POETRY
Stella Wong | Spooks (Dramatic Monologue as Shi Pei Pu) | Spooks (poem against the apparatus) | Spooks (disinformation tactics)
Mark Levine | Dire Offense
Gilad Jaffe | Piyyut
Lisa Low | Party Anxiety
Camille Guthrie | Victim of Love
Justin Balog | Writing Prompt
Amie Zimmerman | Entry
Maxine Scates | Animal
Steffi Drewes | from Count Like It Calms You
Ben DeHaven | RSVP
Colby Cotton | Purgatory | Purgatory | Purgatory
NONFICTION
Carol Guess and Rochelle Hurt | Night Animals
Ellis Scott | Coelacanth
Greg Wrenn | The Lantern
Amy V. Blakemore | Against Euphemism
Andrea Truppin | Leaving
FICTION
Tameka Cage Conley | from You, Your Father, a novel
James Janko| Fallujah in a Mirror
Ashley Hand | Burning Man
Suphil Lee Park | Householder
Brian Kerg | Rabbit’s Foot
Jerri Bell| He Said, She Said
Erik Cederblom| Where’s Charlie?
David Lombardi| Routes
ARTWORK
Molly Wood | Vanitas with Estella Rijnveld Tulips
Editors’ Note
Terms of Art
I love learning the exact meaning of a common word I had been using vaguely. When I temped for a marketing company in my twenties, the term “benchmark” was often thrown around at meetings. Someone finally asked, “What do you mean by that?” and someone specified: “An industry’s best practice.” At once the conversation sharpened.
When, a decade later, I volunteered at a crisis center, I learned their definition of “crisis.” The volunteer trainer described it as “a time when it is impossible to continue on the way things had been.”
People called the hotline when they were in crisis. They couldn’t afford food. Their heat was about to be cut off. They felt suicidal. They were intolerably lonely.
In their essay “Night Animals,” which begins this issue, Carol Guess and Rochelle Hurt grapple with the crisis of the early Covid pandemic. Since they wrote it, a way forward, via vaccination, seemed to emerge. But at the time of my writing (September 2021), we find ourselves in a new crisis, a variant of the first. Once again, the past no longer provides guidance, and the future is unknown.
In a series of phone calls during the height of lockdown in mid-2020, I interviewed my mother about her life story. I thought it would help her pass the time. Then I realized that what she was saying was sustaining me.
My mother was a refugee. In 1950, when she was eight years old, her family was caught in the middle of the Korean War. To flee the advancing North Korean army, her father reserved a train car in Seoul and boarded, planning to pick up his family at an outlying village, but because of the overwhelming press of refugees at the station, the train rolled through without stopping. So my mother and her young siblings and their mother, who had just given birth, walked south for weeks to stay ahead of the battlefront and to find my grandfather. Their mother carried the baby; older children carried younger children. It was January.
As I paced my floors in Iowa City, talking to her through earbuds, I felt grateful that in the current crisis, I still had my home; my family was together; we were warm; we had food.
I also talked to my uncle. The oldest son, he was expected to step into the role of man of the house despite being only fourteen. On the most miserable day, as they trudged along an icy river, he considered whether it would be better if they all threw themselves in. The next day they came upon a house. They knocked, and a woman answered. She saw them in their weather-beaten clothes, looking like beggars, and almost shut the door. Then she saw the newborn.
The woman let them stay in a room of her house and gave them food. From there they made it to a town where they were able to get word to my grandfather. Having assumed his family was dead, he had just shaved his head in preparation to join the army, figuring he had nothing left to live for. They reunited and started a new life in Pusan until the armistice.
I asked what lesson my uncle took from the war. “Don’t give up,” he said. “One foot in front of the other until you can go no more.”
This issue also contains fiction by the five winners of our veterans’ writing contest. Like my mother’s family, characters in these stories seek a way through the crisis of war, but war itself is not the only crisis in this group of winning works. There is the crisis that follows war—in a marriage struggling after a veteran’s return, for instance—or the ongoing crisis of sexual assault not brought to justice in the military.
As those works and so many of the other stories, essays, and poems in this issue show, daily life contains its crises as well; they are not always national or worldwide events (or even if they are sparked by such events, the authors chronicle repercussions at the individual level). A woman loses her father in a plane crash; a boy steps forward to kiss another boy; a traveler falls in love in the time of AIDS.
Why read a literary magazine in a time of crisis? I can only answer for myself. Experiences shared, via words used intentionally, artfully, and with precision, are what will get me through this crisis, and the next.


▸ **What the task requires**
Report back every line of the entries that contains "text", exactly as written.

▸ **Data supplied**
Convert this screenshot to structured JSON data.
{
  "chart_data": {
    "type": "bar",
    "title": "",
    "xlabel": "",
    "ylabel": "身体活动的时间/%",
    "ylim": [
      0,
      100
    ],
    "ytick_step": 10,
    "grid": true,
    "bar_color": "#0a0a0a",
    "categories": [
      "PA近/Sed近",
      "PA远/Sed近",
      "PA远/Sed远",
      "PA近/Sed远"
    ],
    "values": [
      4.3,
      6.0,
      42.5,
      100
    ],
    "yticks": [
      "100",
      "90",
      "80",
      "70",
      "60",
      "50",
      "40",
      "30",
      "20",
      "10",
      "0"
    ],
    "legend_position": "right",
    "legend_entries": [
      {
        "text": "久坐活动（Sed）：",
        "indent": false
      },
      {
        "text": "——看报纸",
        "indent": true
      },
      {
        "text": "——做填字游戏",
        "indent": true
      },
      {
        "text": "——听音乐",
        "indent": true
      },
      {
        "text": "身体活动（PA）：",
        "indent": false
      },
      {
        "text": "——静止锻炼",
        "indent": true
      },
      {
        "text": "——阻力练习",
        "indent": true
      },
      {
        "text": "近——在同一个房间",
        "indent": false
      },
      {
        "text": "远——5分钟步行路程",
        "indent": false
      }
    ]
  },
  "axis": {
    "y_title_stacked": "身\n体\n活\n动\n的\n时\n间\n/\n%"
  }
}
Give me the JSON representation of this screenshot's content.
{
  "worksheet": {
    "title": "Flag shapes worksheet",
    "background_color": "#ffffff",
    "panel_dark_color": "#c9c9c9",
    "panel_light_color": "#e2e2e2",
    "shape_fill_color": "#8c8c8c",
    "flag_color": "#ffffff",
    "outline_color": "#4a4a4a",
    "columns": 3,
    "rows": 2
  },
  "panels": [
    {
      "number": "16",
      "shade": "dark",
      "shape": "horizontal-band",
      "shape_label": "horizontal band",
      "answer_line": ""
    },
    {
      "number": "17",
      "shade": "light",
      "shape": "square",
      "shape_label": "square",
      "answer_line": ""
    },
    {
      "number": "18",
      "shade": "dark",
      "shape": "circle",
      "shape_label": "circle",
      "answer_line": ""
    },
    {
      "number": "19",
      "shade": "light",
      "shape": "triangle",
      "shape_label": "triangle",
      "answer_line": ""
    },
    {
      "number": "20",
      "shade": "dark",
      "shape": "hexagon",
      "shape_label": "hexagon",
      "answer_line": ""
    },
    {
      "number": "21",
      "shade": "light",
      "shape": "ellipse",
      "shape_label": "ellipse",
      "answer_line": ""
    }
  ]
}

▸ **Output of the exercise**
        "text": "久坐活动（Sed）：",
        "text": "——看报纸",
        "text": "——做填字游戏",
        "text": "——听音乐",
        "text": "身体活动（PA）：",
        "text": "——静止锻炼",
        "text": "——阻力练习",
        "text": "近——在同一个房间",
        "text": "远——5分钟步行路程",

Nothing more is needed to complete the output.